Wednesday 30 October 2013

"Good morning!"

One of our cockerels recently started crowing.  Then another decided to give it a try.  It's been an amusing few weeks of strangled squawks in the morning as I walk to the coop, but they would be very shy as soon as I pulled out my phone to get a video.  However, last week, I was victorious!

And this morning, he finally emitted a complete crow, with both notes at the end!  Good job, chicken!  I'll try to get that on video this weekend.

Of course, that also means that we have to hurry up and harvest the cockerels that we won't be keeping.  They're getting progressively aggressive with each other, and once they reach full maturity their meat gets tough and takes on a different flavour.  We'll give it a try this weekend, once we assemble all the supplies.

And sadly, this fellow is destined for the freezer.  However, I'm confident that YR and YO (the two we will be keeping; one for us, and one for Hal and Cathy) will soon pick up this morning greeting.  They are named based on the legbands they were assigned; I weighed each cockerel a few weeks ago and gave them all a yellow band as I went.  There were three over 5 lbs, who each got an extra band: YB (Yellow Blue) just squeaked over the 5 lb mark by less than an ounce, and YR (Yellow Red) and YO (Yellow Orange) were both over 5 lbs 3 oz.  Going back to my "large chickens make more large chickens" theory, those are the keepers.

This past weekend I also picked up a load of hay for chicken bedding over the winter.  I had hoped to get straw, but as there aren't many grains grown around here, I couldn't find any.  Luckily, Nicola (from the Rescue) has some hay that has too much clover for horses, so she's selling it at the low, low price of $1 per square bale.  There's two reasons this is awesome: 1. That's the cheapest price I've found; and 2. The money goes to the Rescue!  So I took the truck down to where they're being stored, and managed to stack 20 bales in the truck.  I've never stacked hay before, so I studied some stacking schematics the night before.  However, as I loaded the first bale, I noticed a problem: the diagrams were for long-box pickups, and ours is a standard box.  Hmmmm.......  Some quick refiguring and I was picking, tossing, and stacking again.  In the end, 20 bales is a fairly respectable number (I could have fit two more bales if I'd had longer straps!) and I made it home without any of my load shifting, loosening, or falling.  SUCCESS!!!!  To anyone who does this regularly, I'm sure you're thinking "Look, it's an ignorant city girl trying to hack it, how cute!" but I'm mighty proud of myself.

And Zim enjoyed the opportunity to jump and climb and sniff all the bales:



And of course, he had to inspect my work when it was done:
Apologies for the terrible lighting in our barn!

Now, for a bit of back-story:  Two years ago, we lived just down the road from the Rescue.  One fall day I got a text from Nicola, asking if I was able to come help stack bales.  At the time, I was having problems with my wrists (an old work-related injury) so I knew I wouldn't be any help.  However, it gave me a goal: get enough strength so I could help with haying.  This year, I have been thrice successful in meeting that goal: we helped Matt and Tessa get their hay in, then I spent an evening helping Nicola, and now I've loaded and unloaded a stack of bales for us.  So while it seems like such a trivial thing ("So you stacked some bales, so what?  I stacked 3000 this year.") it's a milestone for me, and one of the reasons I'm so darn proud of myself.

In other news: still working on the soffits/fascia, but we installed some pot lights (did I tell you this already...?) and they look amazing.  We noticed that our front window is no longer sealed, so we bought some thermal curtains to get us through the winter, with plans to replace it next summer.  We still haven't tilled in the garden, and we are supposed to be reaching lows around -8 this week, with snow at some point (I've stopped paying attention to the forecast - it's always wrong anyway).  I've plugged in the light in the pumphouse on a timer, as we woke up one morning to discover that it was +0.5 degrees in there.  Yikes!  The last thing we need right now it to have something go sideways with our water.  This morning it was a toasty +18 in there - about as warm as the house.  Awesome :)

Now, in order to encourage you to make this a two-way conversation (instead of just me, rambling into the wind): What is on your to-do list to get ready for winter (or summer, if you're in the Southern Hemisphere)?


◆ ABOUT THIS TASK: In the data below, which lines hold the word "Light"? Copy them.

#### AVAILABLE RECORDS ####

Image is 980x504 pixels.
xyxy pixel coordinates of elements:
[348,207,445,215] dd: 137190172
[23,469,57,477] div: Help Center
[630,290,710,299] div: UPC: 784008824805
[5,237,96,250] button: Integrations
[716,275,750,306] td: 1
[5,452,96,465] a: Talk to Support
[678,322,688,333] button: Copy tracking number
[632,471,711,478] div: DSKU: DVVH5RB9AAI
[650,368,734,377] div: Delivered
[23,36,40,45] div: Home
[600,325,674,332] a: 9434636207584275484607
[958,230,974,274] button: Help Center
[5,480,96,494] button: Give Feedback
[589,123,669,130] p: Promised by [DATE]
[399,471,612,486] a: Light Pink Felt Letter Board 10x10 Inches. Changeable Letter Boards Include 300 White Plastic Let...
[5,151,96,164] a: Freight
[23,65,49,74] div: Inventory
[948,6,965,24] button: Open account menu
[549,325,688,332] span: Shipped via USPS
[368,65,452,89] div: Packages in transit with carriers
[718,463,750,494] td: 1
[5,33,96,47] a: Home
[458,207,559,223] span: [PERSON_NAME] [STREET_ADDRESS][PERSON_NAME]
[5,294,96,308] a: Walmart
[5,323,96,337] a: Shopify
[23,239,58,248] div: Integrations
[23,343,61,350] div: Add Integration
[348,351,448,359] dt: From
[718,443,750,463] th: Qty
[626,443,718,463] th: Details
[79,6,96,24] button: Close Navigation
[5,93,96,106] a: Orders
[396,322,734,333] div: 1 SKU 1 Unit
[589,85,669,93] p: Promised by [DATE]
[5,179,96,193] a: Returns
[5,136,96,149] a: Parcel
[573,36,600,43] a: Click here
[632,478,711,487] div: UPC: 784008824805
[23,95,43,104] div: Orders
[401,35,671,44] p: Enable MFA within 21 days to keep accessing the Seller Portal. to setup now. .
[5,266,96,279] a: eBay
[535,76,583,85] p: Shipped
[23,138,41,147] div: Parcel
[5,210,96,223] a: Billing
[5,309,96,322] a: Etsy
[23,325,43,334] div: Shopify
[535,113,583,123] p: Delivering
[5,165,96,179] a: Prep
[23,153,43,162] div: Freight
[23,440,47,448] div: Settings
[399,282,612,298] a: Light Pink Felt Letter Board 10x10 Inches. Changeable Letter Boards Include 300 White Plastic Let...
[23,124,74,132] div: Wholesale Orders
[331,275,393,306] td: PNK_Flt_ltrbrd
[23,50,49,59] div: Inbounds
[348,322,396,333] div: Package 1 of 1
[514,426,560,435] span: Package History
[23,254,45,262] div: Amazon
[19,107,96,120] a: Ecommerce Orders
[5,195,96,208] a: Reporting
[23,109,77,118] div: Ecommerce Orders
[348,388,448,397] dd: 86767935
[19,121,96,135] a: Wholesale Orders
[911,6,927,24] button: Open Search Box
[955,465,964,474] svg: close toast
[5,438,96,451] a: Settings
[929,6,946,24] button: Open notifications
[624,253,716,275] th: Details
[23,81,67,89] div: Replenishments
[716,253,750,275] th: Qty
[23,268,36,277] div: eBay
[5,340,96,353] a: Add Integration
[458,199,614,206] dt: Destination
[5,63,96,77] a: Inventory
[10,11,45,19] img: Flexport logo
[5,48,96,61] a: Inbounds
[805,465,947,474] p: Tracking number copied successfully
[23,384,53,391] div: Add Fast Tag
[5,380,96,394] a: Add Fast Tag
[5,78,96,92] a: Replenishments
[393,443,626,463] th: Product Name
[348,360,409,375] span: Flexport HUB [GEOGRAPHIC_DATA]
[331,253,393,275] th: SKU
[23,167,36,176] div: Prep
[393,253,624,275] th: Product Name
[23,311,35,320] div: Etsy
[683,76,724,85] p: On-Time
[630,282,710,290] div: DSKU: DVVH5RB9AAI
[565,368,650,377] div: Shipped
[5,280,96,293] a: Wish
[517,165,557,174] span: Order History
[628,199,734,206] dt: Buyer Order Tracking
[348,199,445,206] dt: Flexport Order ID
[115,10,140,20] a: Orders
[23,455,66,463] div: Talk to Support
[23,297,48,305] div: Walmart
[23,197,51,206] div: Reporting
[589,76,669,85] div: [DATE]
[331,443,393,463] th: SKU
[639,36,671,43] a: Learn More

####

◆ RESULT FOR THIS TASK:
[399,471,612,486] a: Light Pink Felt Letter Board 10x10 Inches. Changeable Letter Boards Include 300 White Plastic Let...
[399,282,612,298] a: Light Pink Felt Letter Board 10x10 Inches. Changeable Letter Boards Include 300 White Plastic Let...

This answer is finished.